There are 17 special surfaces for ride and NVH testing which give dampers a workout and evaluate sound deadening – these include smooth asphalt, different aggregates, concrete, coarse chip and ‘freeway hop’. An uphill section is graded at 12% and is used for powertrain wide open throttle tests, automatic transmission parking pawl release tests and cruise control.

A cross-country course includes stone road and fine aggregates and is also used to check dust sealing and for rocker panel wear. The offroad course is used for durability testing, suspension jounce/rebound and SUV/4WD performance testing.

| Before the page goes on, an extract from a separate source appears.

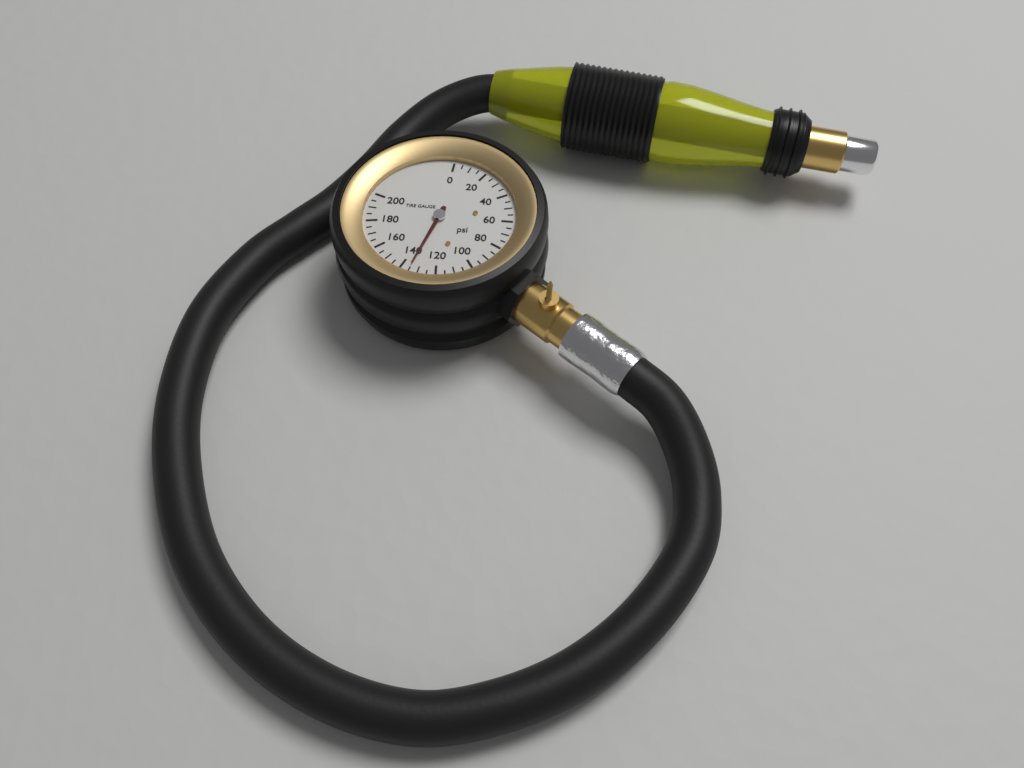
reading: 135 psi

The proving ground opened at the end of 2004 and a durability loop was added in 2008 – this three-lane, 1km course has block road, cobblestone, chatter, bump and strip, chalk holes, potholes, grit troughs, speed bumps and dips and ‘twist ditches’ –  Seare demonstrated an evil, steep angle, driveway approach not uncommon in the US which can leave one wheel dangling.

Europe, too

As well as US cars, the proving ground has also done work on Europe’s Optima, Soul and Rondo models. European requirements include different tyre wear expectations and the need to prove winter season tyres, and higher road speeds (autobahn) which brings with it the need to ensure windscreen wipers still work at 100mph-plus. European units will send the proving ground vehicles with specific testing requests though, due to different testing regimes, powertrains are usually done at Russelsheim in Germany and at a test facility at the Nurburgring.

One fascinating section is accelerated weathering – whole cars and bits thereof laid out under the scorching desert sun in a dedicated 2.6-acre area. The vehicles have various sensors attached to monitoring equipment and then there are racks upon racks with painted noseclips, tailgates, head and tail lights and all manner of exterior trim pieces. Interior parts such as upholstery cloth, door panels and rear parcel shelves are arrayed under glass, both clear and tinted. Some small parts are mounted on special units which use moveable mirrors to direct the sun’s rays directly on to them all day.

Associated workshops allow vehicles to be prepped and tested and then pulled apart after durability running to see What Broke. Without giving away any state secrets we noted a diesel engine, a steering column and a third row seat folding mechanism being scrutinised during a short tour of a bright, new and air conditioned shop.

So what would happen should a sidewinder or a Mojave green escape Seare’s snake catching kit and bite you? As with everything at this fascinating proving ground, there’s a plan in place. As part of the safety training every employee undergoes, all snakes are to be treated as venomous even though 70% on site probably are not. Get bitten and a helicopter will be summoned for a speedy trip to the hospital in nearby Bakersfield, 15-20 minutes’ flight away. “Most people are strong and very few actually die from snake bites,” Seare assured us. Of the wildlife potentially on view that day, we saw none.